Does ubuntu have groups? make a user in the group caddy… Caddy:webworker or something like that. Give that user terminal and SFTP access and add files that way. put a step in your script that asks the script/droplet user to add a password and set up the user account and SSH/SFTP keys… put a blurb in the script for the user to know that if they add files with the root account, then they need to chown -R the root folder.

The droplet user shouldn’t be doing data work with the root account anyway… just sloppy and asking for cowboy errors, right?

Thank you for the suggestion, but that wouldn’t work. DigitalOcean’s marketplace images are clean VM images that should not have any non-system user accounts. All of DO’s images come with only root user available for the end-user. The end-user is, in turn, responsible for managing their own unix users/groups. We do use Ubuntu’s groups (Linux’s, in fact) by creating a designated group called caddy which is native to the caddy system user. We also add the caddy system user to the www-data group to avoid surprising users who are expecting the www-data group to just work for file serving.

DO’s images assume the end-user is versed in the *inx-flavor of the image to understand they need to create themselves a user besides root, mind the file ownership, and keep an eye on files permissions.

I just went through setting up a new DO droplet with Caddy installed on it yesterday (for the new Caddy website updates, in fact). I uploaded files using SFTP and after they were uploaded, they were owned by root but were world-readable and the site worked just fine, with caddy running as the caddy user.

it was root:root, and changing to caddy:caddy fixed it.

I’ll start using rsync for copies, so that I can specify proper user and group.

So that’s clearly user error, and my obliviousness is clearly not really Caddy (or devs) problem, nor should it be. Thank you for the assistance.

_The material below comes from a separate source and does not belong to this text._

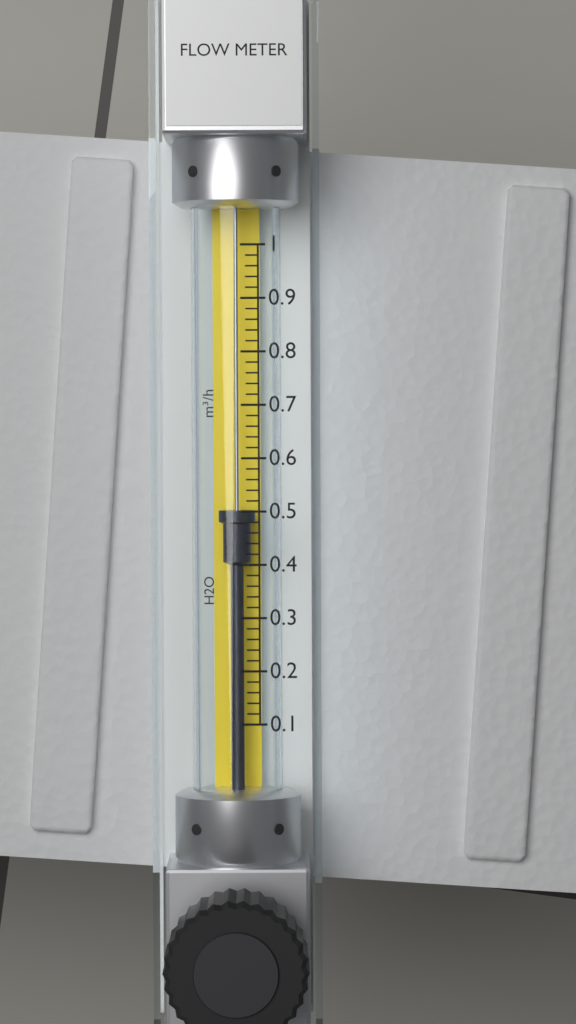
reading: 0.50 m³/h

I would suggest/ask, though, that a note that /var/www/html is not owned by Caddy be put in the “Getting Started” tutorial that comes with the droplet. Or a note that one should change permissions on it after editing the Caddyfile. Or perhaps simply leave out the instruction to switch the root directory to /var/www/html altogether. As following the instructions exactly as written does literally break the ability to serve pages unless one also chowns the directory.